It’s getting bleaker. That’s the unmistakable trajectory All of Us Are Dead is taking in its final episodes, at least from where I’m sitting. There’s every possibility, of course, that the finale will take things in a more optimistic direction—but the casualties that began piling up in the previous episode have only mounted, and the city that surrounds them has been destroyed. It’s hard not to think that the show may well live up to its ominous title.
Things get off to a bad start almost immediately, when only a few scant minutes after reuniting with his daughter On-jo, So-ju sacrifices himself to save the children he’d just rescued from the zombie hordes. To reinforce just how completely the zombie transformation eliminates the humanity from the people it infects, the episode shows the zombiefied So-ju brushing right past Cheong-san’s equally zombiefied mother—lifelong neighbors, each now incapable even of noticing that the other exists.
The kids wind up stranded on scaffolding at a nearby construction site, and they’re grim about their prospects for the future. Wu-jin wonders if surviving can even be called living, given all the friends and family they’ve lost already. On-jo insists that no one else should sacrifice themselves; she and Cheong-san promise to talk tomorrow, or next week, or whenever they’re clean and fed and safe once again.
But thanks to Gwi-nam, that won’t be anytime soon. The unstoppable bully tracks them to their hiding place and a fight ensues, in which Cheong-san gets bit. After pushing Gwi-nam down to the ground below, he kisses On-jo goodbye, then sacrifices himself—after screaming to the heavens that he’s the happiest kid in the school—to lure the zombies down a shaft and away from the rest of the kids, who manage to escape to the nearby mountainside.
None of this stops Gwi-nam, the Energizer Bunny of half-zombies. After first killing the archer Min-jae, who turns into a full zombie, Gwi-nam tracks Cheong-san down again and, finally, pokes out his eye. Promises made, promises kept.
This gruesome display—long teased by the show and finally delivered in true horror fashion—does not mean that Gwi-nam is victorious. On the contrary, Cheong-san grabs the bully and ensures they both get consumed by the bomb blast that follows. The commander of Hyosan’s martial law has given the order to lure zombies to four locations using drones broadcasting high-volume noise, then blast them all into kingdom come. Hyosan High is one of the targets, and the fireball that destroys it kills Gwi-nam and Cheong-san, our hero, as well.
In the end, the commander can’t bear the responsibility for the innocent lives he’s just ended. (Unlike Mr. Lee, who found himself unable to burn his infected child and wife to death, the commander is a soldier, and went through with it despite his reservations.) After first telling Assemblywoman Park to address the survivors in the quarantine camp, then recording a mea culpa, then speaking with his wife on the phone, he shoots himself to death. It’s a development that’s easy to see coming if you have any familiarity whatsoever with apocalyptic horror—not for the first time am I reminded of The Stand—but regardless, it’s another sad note the show has chosen to play as it arrives at its final destination.
There’s only one episode of All of Us Are Dead remaining now, and as always, it’s entirely possible the show will collapse at the one-yard line. But the apparent killing of Cheong-san—or at the very least his transformation into a half-zombie like Gwi-nam, Nam-ra, and Eun-ji, currently being held as a guinea pig by the military—indicates that this is a show that isn’t pulling its punches. This may not be what an audience primed for chills, thrills, laughs, and action galore is looking for. But as the parade of familiar faces led to their deaths by the drones indicates—we see the zombie versions of Gyeong-su, So-ju, Min-jae, Na-yeon, Cheong-san’s mother, Joon-yeong, and probably others I missed—no one here gets out unscathed.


Task directions
An exact, complete copy of the entries below is required, minus any pictures.

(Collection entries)
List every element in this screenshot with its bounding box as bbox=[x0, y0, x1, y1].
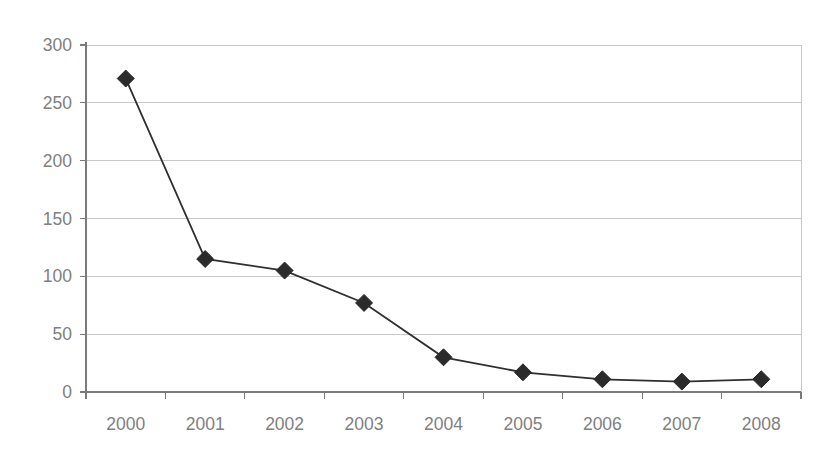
data-point-2005 bbox=[514, 364, 531, 381]
y-axis-ticks bbox=[80, 45, 86, 392]
x-axis-tick-labels: 200020012002200320042005200620072008 bbox=[106, 414, 780, 434]
y-axis-label-0: 0 bbox=[62, 382, 72, 402]
x-axis-label-2001: 2001 bbox=[186, 414, 225, 434]
data-point-2004 bbox=[435, 349, 452, 366]
y-axis-label-200: 200 bbox=[43, 151, 72, 171]
x-axis-ticks bbox=[86, 392, 801, 399]
line-chart-svg: 050100150200250300 200020012002200320042… bbox=[0, 0, 827, 469]
x-axis-label-2003: 2003 bbox=[345, 414, 384, 434]
data-point-2008 bbox=[753, 371, 770, 388]
gridlines-group bbox=[86, 45, 801, 334]
y-axis-label-300: 300 bbox=[43, 35, 72, 55]
data-point-2003 bbox=[356, 294, 373, 311]
data-point-markers bbox=[117, 70, 770, 390]
data-point-2006 bbox=[594, 371, 611, 388]
y-axis-label-250: 250 bbox=[43, 93, 72, 113]
x-axis-label-2006: 2006 bbox=[583, 414, 622, 434]
x-axis-label-2004: 2004 bbox=[424, 414, 463, 434]
data-series-line bbox=[126, 79, 762, 382]
x-axis-label-2002: 2002 bbox=[265, 414, 304, 434]
y-axis-label-100: 100 bbox=[43, 266, 72, 286]
data-point-2001 bbox=[197, 250, 214, 267]
x-axis-label-2007: 2007 bbox=[662, 414, 701, 434]
x-axis-label-2008: 2008 bbox=[742, 414, 781, 434]
series-polyline bbox=[126, 79, 762, 382]
chart-container: 050100150200250300 200020012002200320042… bbox=[0, 0, 827, 469]
plot-frame bbox=[86, 42, 801, 392]
x-axis-label-2000: 2000 bbox=[106, 414, 145, 434]
y-axis-label-150: 150 bbox=[43, 209, 72, 229]
x-axis-label-2005: 2005 bbox=[503, 414, 542, 434]
y-axis-tick-labels: 050100150200250300 bbox=[43, 35, 72, 402]
data-point-2007 bbox=[673, 373, 690, 390]
data-point-2000 bbox=[117, 70, 134, 87]
y-axis-label-50: 50 bbox=[53, 324, 73, 344]
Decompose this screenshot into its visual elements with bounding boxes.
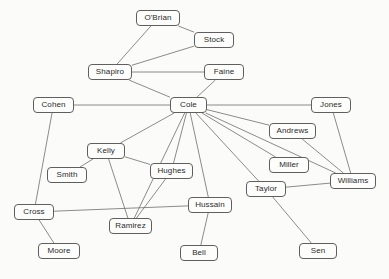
node-jones[interactable]: Jones [311, 97, 351, 113]
node-label: Shapiro [96, 68, 124, 76]
node-label: Andrews [277, 127, 309, 135]
node-cross[interactable]: Cross [14, 204, 54, 220]
node-label: Cohen [41, 101, 65, 109]
node-label: Smith [57, 171, 78, 179]
node-cole[interactable]: Cole [170, 97, 207, 113]
node-label: Faine [214, 68, 235, 76]
node-stock[interactable]: Stock [194, 32, 234, 48]
node-moore[interactable]: Moore [38, 243, 80, 259]
node-hussain[interactable]: Hussain [188, 197, 232, 213]
node-label: Taylor [255, 185, 277, 193]
node-label: Miller [279, 161, 299, 169]
node-bell[interactable]: Bell [180, 245, 218, 261]
node-label: Hughes [157, 167, 185, 175]
node-label: Stock [204, 36, 225, 44]
node-label: Cole [180, 101, 197, 109]
node-label: Moore [47, 247, 70, 255]
node-shapiro[interactable]: Shapiro [88, 64, 132, 80]
node-label: Jones [320, 101, 342, 109]
node-label: Hussain [195, 201, 225, 209]
node-hughes[interactable]: Hughes [150, 163, 193, 179]
node-label: Ramirez [115, 222, 145, 230]
node-andrews[interactable]: Andrews [269, 123, 316, 139]
node-faine[interactable]: Faine [204, 64, 244, 80]
node-sen[interactable]: Sen [299, 243, 337, 259]
node-label: Kelly [97, 147, 115, 155]
node-obrian[interactable]: O'Brian [136, 10, 180, 26]
node-kelly[interactable]: Kelly [87, 143, 125, 159]
node-cohen[interactable]: Cohen [33, 97, 74, 113]
node-label: Williams [338, 177, 369, 185]
node-taylor[interactable]: Taylor [246, 181, 286, 197]
node-label: Cross [23, 208, 44, 216]
node-ramirez[interactable]: Ramirez [109, 218, 152, 234]
node-miller[interactable]: Miller [269, 157, 309, 173]
network-diagram-canvas: O'BrianStockShapiroFaineCohenColeJonesAn… [0, 0, 389, 279]
node-williams[interactable]: Williams [330, 173, 376, 189]
node-label: Sen [311, 247, 326, 255]
node-label: Bell [192, 249, 206, 257]
node-smith[interactable]: Smith [47, 167, 87, 183]
node-layer: O'BrianStockShapiroFaineCohenColeJonesAn… [0, 0, 389, 279]
node-label: O'Brian [144, 14, 171, 22]
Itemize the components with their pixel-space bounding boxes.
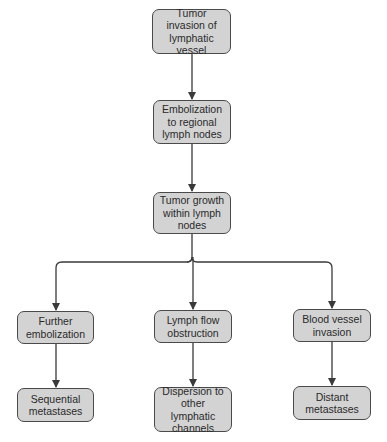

Output of the task
List every element in this screenshot with its bounding box as bbox=[x0, y0, x1, y1].
data-point-2005 bbox=[514, 364, 531, 381]
y-axis-ticks bbox=[80, 45, 86, 392]
x-axis-tick-labels: 200020012002200320042005200620072008 bbox=[106, 414, 780, 434]
y-axis-label-0: 0 bbox=[62, 382, 72, 402]
x-axis-label-2001: 2001 bbox=[186, 414, 225, 434]
data-point-2004 bbox=[435, 349, 452, 366]
y-axis-label-200: 200 bbox=[43, 151, 72, 171]
x-axis-ticks bbox=[86, 392, 801, 399]
line-chart-svg: 050100150200250300 200020012002200320042… bbox=[0, 0, 827, 469]
x-axis-label-2003: 2003 bbox=[345, 414, 384, 434]
data-point-2008 bbox=[753, 371, 770, 388]
gridlines-group bbox=[86, 45, 801, 334]
y-axis-label-300: 300 bbox=[43, 35, 72, 55]
data-point-2003 bbox=[356, 294, 373, 311]
data-point-markers bbox=[117, 70, 770, 390]
data-point-2006 bbox=[594, 371, 611, 388]
y-axis-label-250: 250 bbox=[43, 93, 72, 113]
x-axis-label-2006: 2006 bbox=[583, 414, 622, 434]
x-axis-label-2004: 2004 bbox=[424, 414, 463, 434]
data-series-line bbox=[126, 79, 762, 382]
x-axis-label-2002: 2002 bbox=[265, 414, 304, 434]
y-axis-label-100: 100 bbox=[43, 266, 72, 286]
data-point-2001 bbox=[197, 250, 214, 267]
x-axis-label-2007: 2007 bbox=[662, 414, 701, 434]
x-axis-label-2008: 2008 bbox=[742, 414, 781, 434]
series-polyline bbox=[126, 79, 762, 382]
chart-container: 050100150200250300 200020012002200320042… bbox=[0, 0, 827, 469]
plot-frame bbox=[86, 42, 801, 392]
x-axis-label-2000: 2000 bbox=[106, 414, 145, 434]
y-axis-label-150: 150 bbox=[43, 209, 72, 229]
x-axis-label-2005: 2005 bbox=[503, 414, 542, 434]
y-axis-tick-labels: 050100150200250300 bbox=[43, 35, 72, 402]
data-point-2007 bbox=[673, 373, 690, 390]
data-point-2000 bbox=[117, 70, 134, 87]
y-axis-label-50: 50 bbox=[53, 324, 73, 344]
Decompose this screenshot into its visual elements with bounding boxes.
node-jones[interactable]: Jones [311, 97, 351, 113]
node-label: Shapiro [96, 68, 124, 76]
node-label: Andrews [277, 127, 309, 135]
node-cross[interactable]: Cross [14, 204, 54, 220]
node-label: Cohen [41, 101, 65, 109]
node-label: Smith [57, 171, 78, 179]
node-cole[interactable]: Cole [170, 97, 207, 113]
node-label: Faine [214, 68, 235, 76]
node-stock[interactable]: Stock [194, 32, 234, 48]
node-moore[interactable]: Moore [38, 243, 80, 259]
node-hussain[interactable]: Hussain [188, 197, 232, 213]
node-label: Taylor [255, 185, 277, 193]
node-label: Miller [279, 161, 299, 169]
node-bell[interactable]: Bell [180, 245, 218, 261]
node-label: Hughes [157, 167, 185, 175]
node-label: Stock [204, 36, 225, 44]
node-label: Cole [180, 101, 197, 109]
node-label: Moore [47, 247, 70, 255]
node-shapiro[interactable]: Shapiro [88, 64, 132, 80]
node-label: Jones [320, 101, 342, 109]
node-label: Hussain [195, 201, 225, 209]
node-hughes[interactable]: Hughes [150, 163, 193, 179]
node-label: Ramirez [115, 222, 145, 230]
node-andrews[interactable]: Andrews [269, 123, 316, 139]
node-faine[interactable]: Faine [204, 64, 244, 80]
node-sen[interactable]: Sen [299, 243, 337, 259]
node-label: Kelly [97, 147, 115, 155]
node-obrian[interactable]: O'Brian [136, 10, 180, 26]
node-kelly[interactable]: Kelly [87, 143, 125, 159]
node-cohen[interactable]: Cohen [33, 97, 74, 113]
node-label: Williams [338, 177, 369, 185]
node-taylor[interactable]: Taylor [246, 181, 286, 197]
node-label: Cross [23, 208, 44, 216]
node-ramirez[interactable]: Ramirez [109, 218, 152, 234]
node-miller[interactable]: Miller [269, 157, 309, 173]
network-diagram-canvas: O'BrianStockShapiroFaineCohenColeJonesAn… [0, 0, 389, 279]
node-williams[interactable]: Williams [330, 173, 376, 189]
node-label: Sen [311, 247, 326, 255]
node-label: Bell [192, 249, 206, 257]
node-smith[interactable]: Smith [47, 167, 87, 183]
node-layer: O'BrianStockShapiroFaineCohenColeJonesAn… [0, 0, 389, 279]
node-label: O'Brian [144, 14, 171, 22]
Itemize the components with their pixel-space bounding boxes.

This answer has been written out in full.